Veterinary practices have quietly become one of the most actively consolidated professional services verticals in North America. Large corporate consolidators (VCA, NVA, Mars Petcare, VetStrategy in Canada) plus a growing tier of private-equity-backed regional roll-ups are acquiring independent practices at a pace that means most independent hospital owners will field an acquisition inquiry within any five-year window. Buyer-side cyber diligence is now standard workstream in those transactions.

This is a summary of what LeakTrace consistently observes when scanning small and mid-sized veterinary hospitals in Canada and the United States, written for practice owners, veterinary M&A advisors, and the commercial insurance brokers writing veterinary professional liability and cyber for the sector.

Why the consolidation lens matters

Unlike human medical practices, veterinary practices are not covered by HIPAA or PHIPA. This creates the illusion of lower cyber stakes. In practice, the stakes are transferred to the acquisition transaction: buyer-side cyber DD teams treat the practice's data protection posture as an inherited liability, and findings surfaced at day 45 post-LOI become re-pricing arguments. Independent owners who eventually sell (which is most of them, in this market) discover the cost of accumulated cyber exposure at the closing table.

Where the exposure concentrates

Email authentication is almost never configured properly

DMARC configuration on the practice's business domain is the exception rather than the rule. The practice's own @hospitalname can be spoofed to send fraudulent messages to clients (fake appointment or estimate emails harvesting payment information), to referring practices (fake wire redirects for shared-case billing), and to suppliers (fake invoice redirects for pharmaceutical or equipment orders).

Practice management systems are the ransomware bullseye

Cloud-hosted platforms (ezyVet, IDEXX Cornerstone, ImproMed, AVImark, Neo, Provet Cloud) have improved substantially. Self-hosted or on-premise deployments in older hospitals are frequently running unpatched, exposed to the public internet via remote-access ports, and lacking modern authentication controls. Ransomware operators explicitly target veterinary practices because the practice cannot operate without patient records and imaging.

Client credit card and payment data widens the surface

Practices typically store client payment methods for recurring wellness plans, deposits, and treatment financing. This creates PCI-DSS-adjacent exposure that most practice owners have never mapped. State breach notification statutes across all 50 US states and PIPEDA in Canada apply when payment card data is compromised, regardless of veterinary-specific regulatory exemptions.

Owner personal exposure is discoverable

Veterinary practice owners are typically discoverable across state and provincial veterinary licensing board records, AVMA / CVMA membership directories, property registries, and data broker sources. This aggregation is exactly the material used to construct plausible executive impersonation attacks against practice staff.

What this means, by role

For practice owners planning succession within the decade

The controls that close the majority of common exposures are boring, cheap, and well-documented. The gap is not knowledge. It is nobody's job. A forensic audit surfaces the picture. A structured remediation sprint closes it. Continuous monitoring keeps it closed. The whole stack costs a fraction of the re-pricing risk it eliminates at closing.

For veterinary M&A advisors and consolidation specialists

Every practice you take to market should be running pre-sale cyber diligence 60 to 90 days before you begin buyer conversations. Independent owners rarely think to invest here. Advisors who systematically include cyber posture in their pre-market checklist protect their success fee and their sellers' realized proceeds.

For commercial insurance brokers writing veterinary books

Underwriters are increasingly requiring email authentication posture and credential-exposure evidence before quoting veterinary E&O and cyber. Brokers who surface these gaps before renewal win deeper relationships with practice owners than the underwriter itself.

The path forward

Small and mid-sized veterinary practices sit at an inflection driven by consolidation velocity. Owners who address exposure early protect their eventual sale price and their operational continuity. LeakTrace publishes this research to help the professional advisors best positioned to raise the topic with practice leadership.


### Prompt
Your answer must be the lines from the one holding "Extract the structured" through the final line of the entries below, copied exactly, with no pictures.

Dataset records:

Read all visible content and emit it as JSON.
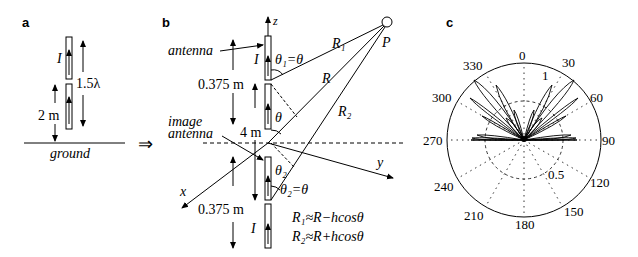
{
  "panels": {
    "a": {
      "label": "a",
      "current_label": "I",
      "length_label": "1.5λ",
      "height_label": "2 m",
      "ground_label": "ground"
    },
    "implies": "⇒",
    "b": {
      "label": "b",
      "z_label": "z",
      "x_label": "x",
      "y_label": "y",
      "antenna_label": "antenna",
      "image_antenna_label_1": "image",
      "image_antenna_label_2": "antenna",
      "current_top": "I",
      "current_bottom": "I",
      "theta1_label": "θ₁=θ",
      "theta_label": "θ",
      "theta2_label": "θ₂",
      "theta2_eq_label": "θ₂=θ",
      "dist_top": "0.375 m",
      "dist_mid": "4 m",
      "dist_bottom": "0.375 m",
      "R1_label": "R₁",
      "R_label": "R",
      "R2_label": "R₂",
      "P_label": "P",
      "eq1": "R₁≈R−hcosθ",
      "eq2": "R₂≈R+hcosθ"
    },
    "c": {
      "label": "c",
      "angle_ticks": [
        "0",
        "30",
        "60",
        "90",
        "120",
        "150",
        "180",
        "210",
        "240",
        "270",
        "300",
        "330"
      ],
      "radial_ticks": [
        "0.5",
        "1"
      ]
    }
  }
}
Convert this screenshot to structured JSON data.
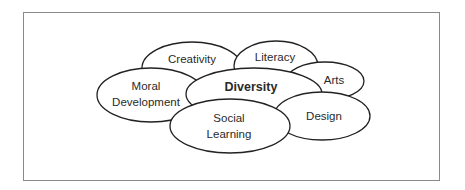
{
  "diagram": {
    "type": "overlapping-ellipses",
    "center_concept": "Diversity",
    "nodes": [
      {
        "id": "creativity",
        "label": "Creativity",
        "lines": [
          "Creativity"
        ],
        "cx": 192,
        "cy": 68,
        "rx": 50,
        "ry": 26,
        "bold": false
      },
      {
        "id": "literacy",
        "label": "Literacy",
        "lines": [
          "Literacy"
        ],
        "cx": 276,
        "cy": 66,
        "rx": 42,
        "ry": 25,
        "bold": false
      },
      {
        "id": "arts",
        "label": "Arts",
        "lines": [
          "Arts"
        ],
        "cx": 325,
        "cy": 81,
        "rx": 39,
        "ry": 19,
        "bold": false
      },
      {
        "id": "moral-development",
        "label": "Moral Development",
        "lines": [
          "Moral",
          "Development"
        ],
        "cx": 151,
        "cy": 95,
        "rx": 54,
        "ry": 27,
        "bold": false
      },
      {
        "id": "diversity",
        "label": "Diversity",
        "lines": [
          "Diversity"
        ],
        "cx": 254,
        "cy": 94,
        "rx": 68,
        "ry": 26,
        "bold": true
      },
      {
        "id": "design",
        "label": "Design",
        "lines": [
          "Design"
        ],
        "cx": 322,
        "cy": 116,
        "rx": 48,
        "ry": 24,
        "bold": false
      },
      {
        "id": "social-learning",
        "label": "Social Learning",
        "lines": [
          "Social",
          "Learning"
        ],
        "cx": 230,
        "cy": 126,
        "rx": 60,
        "ry": 27,
        "bold": false
      }
    ],
    "labels": {
      "creativity": "Creativity",
      "literacy": "Literacy",
      "arts": "Arts",
      "moral_line1": "Moral",
      "moral_line2": "Development",
      "diversity": "Diversity",
      "design": "Design",
      "social_line1": "Social",
      "social_line2": "Learning"
    }
  }
}
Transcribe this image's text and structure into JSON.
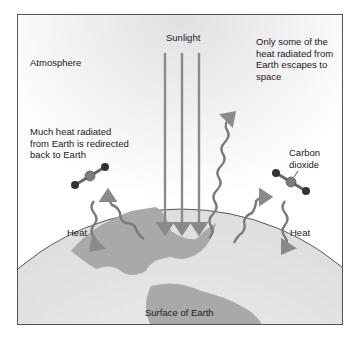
{
  "diagram": {
    "title_labels": {
      "atmosphere": "Atmosphere",
      "sunlight": "Sunlight",
      "escape_note": "Only some of the\nheat radiated from\nEarth escapes to\nspace",
      "redirect_note": "Much heat radiated\nfrom Earth is redirected\nback to Earth",
      "co2_label": "Carbon\ndioxide",
      "heat_left": "Heat",
      "heat_right": "Heat",
      "surface": "Surface of Earth"
    },
    "elements": {
      "sunlight_arrows": 3,
      "co2_molecules": 2,
      "heat_waves": 5
    },
    "colors": {
      "arrow": "#8a8a8a",
      "land": "#a9a9a9",
      "ocean": "#e6e6e6",
      "frame": "#555555",
      "molecule_center": "#7d7d7d",
      "molecule_outer": "#333333"
    }
  }
}
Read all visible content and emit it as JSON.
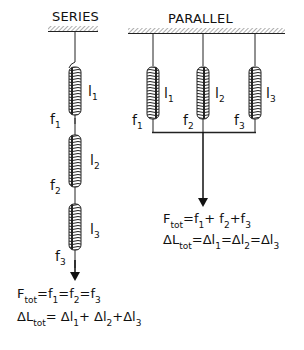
{
  "series": {
    "title": "SERIES",
    "springs": [
      {
        "length_label": "l",
        "length_sub": "1",
        "force_label": "f",
        "force_sub": "1"
      },
      {
        "length_label": "l",
        "length_sub": "2",
        "force_label": "f",
        "force_sub": "2"
      },
      {
        "length_label": "l",
        "length_sub": "3",
        "force_label": "f",
        "force_sub": "3"
      }
    ],
    "equation1": {
      "lhs": "F",
      "lhs_sub": "tot",
      "rhs": [
        "f",
        "1",
        "f",
        "2",
        "f",
        "3"
      ],
      "ops": [
        "=",
        "=",
        "="
      ]
    },
    "equation2": {
      "lhs": "ΔL",
      "lhs_sub": "tot",
      "terms": [
        "Δl",
        "1",
        "Δl",
        "2",
        "Δl",
        "3"
      ],
      "ops": [
        "=",
        "+",
        "+"
      ]
    }
  },
  "parallel": {
    "title": "PARALLEL",
    "springs": [
      {
        "length_label": "l",
        "length_sub": "1",
        "force_label": "f",
        "force_sub": "1"
      },
      {
        "length_label": "l",
        "length_sub": "2",
        "force_label": "f",
        "force_sub": "2"
      },
      {
        "length_label": "l",
        "length_sub": "3",
        "force_label": "f",
        "force_sub": "3"
      }
    ],
    "equation1": {
      "lhs": "F",
      "lhs_sub": "tot",
      "terms": [
        "f",
        "1",
        "f",
        "2",
        "f",
        "3"
      ],
      "ops": [
        "=",
        "+",
        "+"
      ]
    },
    "equation2": {
      "lhs": "ΔL",
      "lhs_sub": "tot",
      "terms": [
        "Δl",
        "1",
        "Δl",
        "2",
        "Δl",
        "3"
      ],
      "ops": [
        "=",
        "=",
        "="
      ]
    }
  }
}
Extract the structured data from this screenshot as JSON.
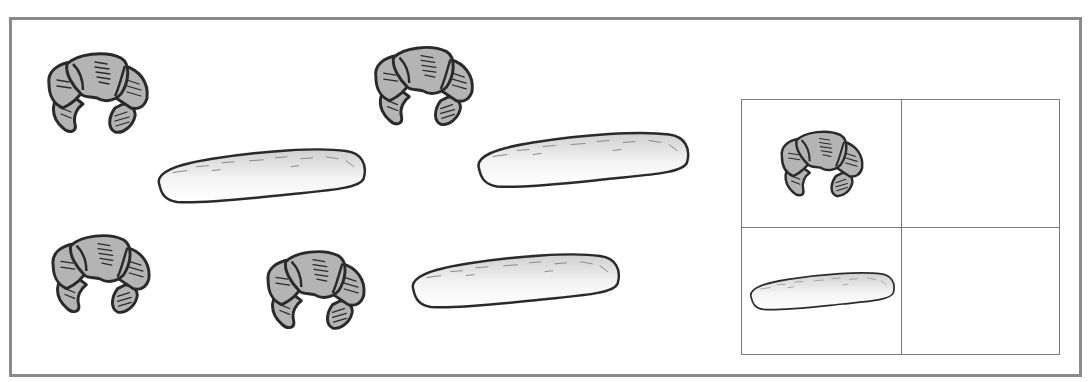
{
  "worksheet": {
    "title": "",
    "colors": {
      "frame": "#8a8a8a",
      "grid_line": "#7a7a7a",
      "croissant_fill": "#b4b4b4",
      "outline": "#2a2a2a",
      "baguette_fill_top": "#d8d8d8",
      "baguette_fill_bottom": "#ffffff"
    },
    "scene_items": [
      {
        "type": "croissant",
        "x": 43,
        "y": 50,
        "w": 110,
        "h": 84
      },
      {
        "type": "croissant",
        "x": 370,
        "y": 43,
        "w": 108,
        "h": 84
      },
      {
        "type": "croissant",
        "x": 47,
        "y": 232,
        "w": 108,
        "h": 82
      },
      {
        "type": "croissant",
        "x": 262,
        "y": 248,
        "w": 108,
        "h": 82
      },
      {
        "type": "baguette",
        "x": 152,
        "y": 147,
        "w": 217,
        "h": 57
      },
      {
        "type": "baguette",
        "x": 473,
        "y": 130,
        "w": 218,
        "h": 59
      },
      {
        "type": "baguette",
        "x": 406,
        "y": 252,
        "w": 217,
        "h": 57
      }
    ],
    "tally_grid": {
      "rows": 2,
      "cols": 2,
      "cells": [
        {
          "row": 0,
          "col": 0,
          "icon": "croissant",
          "value": ""
        },
        {
          "row": 0,
          "col": 1,
          "icon": "",
          "value": ""
        },
        {
          "row": 1,
          "col": 0,
          "icon": "baguette",
          "value": ""
        },
        {
          "row": 1,
          "col": 1,
          "icon": "",
          "value": ""
        }
      ]
    },
    "counts_visible": {
      "croissant": 4,
      "baguette": 3
    }
  }
}
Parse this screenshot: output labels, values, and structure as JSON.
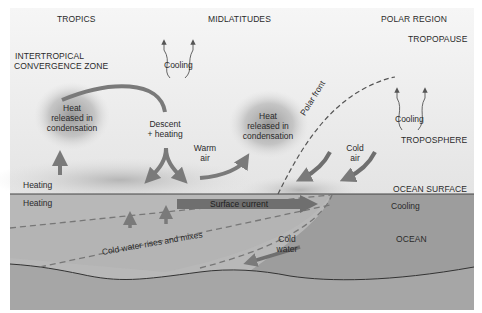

### Response to this exercise
Extract the structured data from this screenshot as JSON.
{
  "worksheet": {
    "title": "",
    "colors": {
      "frame": "#8a8a8a",
      "grid_line": "#7a7a7a",
      "croissant_fill": "#b4b4b4",
      "outline": "#2a2a2a",
      "baguette_fill_top": "#d8d8d8",
      "baguette_fill_bottom": "#ffffff"
    },
    "scene_items": [
      {
        "type": "croissant",
        "x": 43,
        "y": 50,
        "w": 110,
        "h": 84
      },
      {
        "type": "croissant",
        "x": 370,
        "y": 43,
        "w": 108,
        "h": 84
      },
      {
        "type": "croissant",
        "x": 47,
        "y": 232,
        "w": 108,
        "h": 82
      },
      {
        "type": "croissant",
        "x": 262,
        "y": 248,
        "w": 108,
        "h": 82
      },
      {
        "type": "baguette",
        "x": 152,
        "y": 147,
        "w": 217,
        "h": 57
      },
      {
        "type": "baguette",
        "x": 473,
        "y": 130,
        "w": 218,
        "h": 59
      },
      {
        "type": "baguette",
        "x": 406,
        "y": 252,
        "w": 217,
        "h": 57
      }
    ],
    "tally_grid": {
      "rows": 2,
      "cols": 2,
      "cells": [
        {
          "row": 0,
          "col": 0,
          "icon": "croissant",
          "value": ""
        },
        {
          "row": 0,
          "col": 1,
          "icon": "",
          "value": ""
        },
        {
          "row": 1,
          "col": 0,
          "icon": "baguette",
          "value": ""
        },
        {
          "row": 1,
          "col": 1,
          "icon": "",
          "value": ""
        }
      ]
    },
    "counts_visible": {
      "croissant": 4,
      "baguette": 3
    }
  }
}
Parse this screenshot: output labels, values, and structure as JSON.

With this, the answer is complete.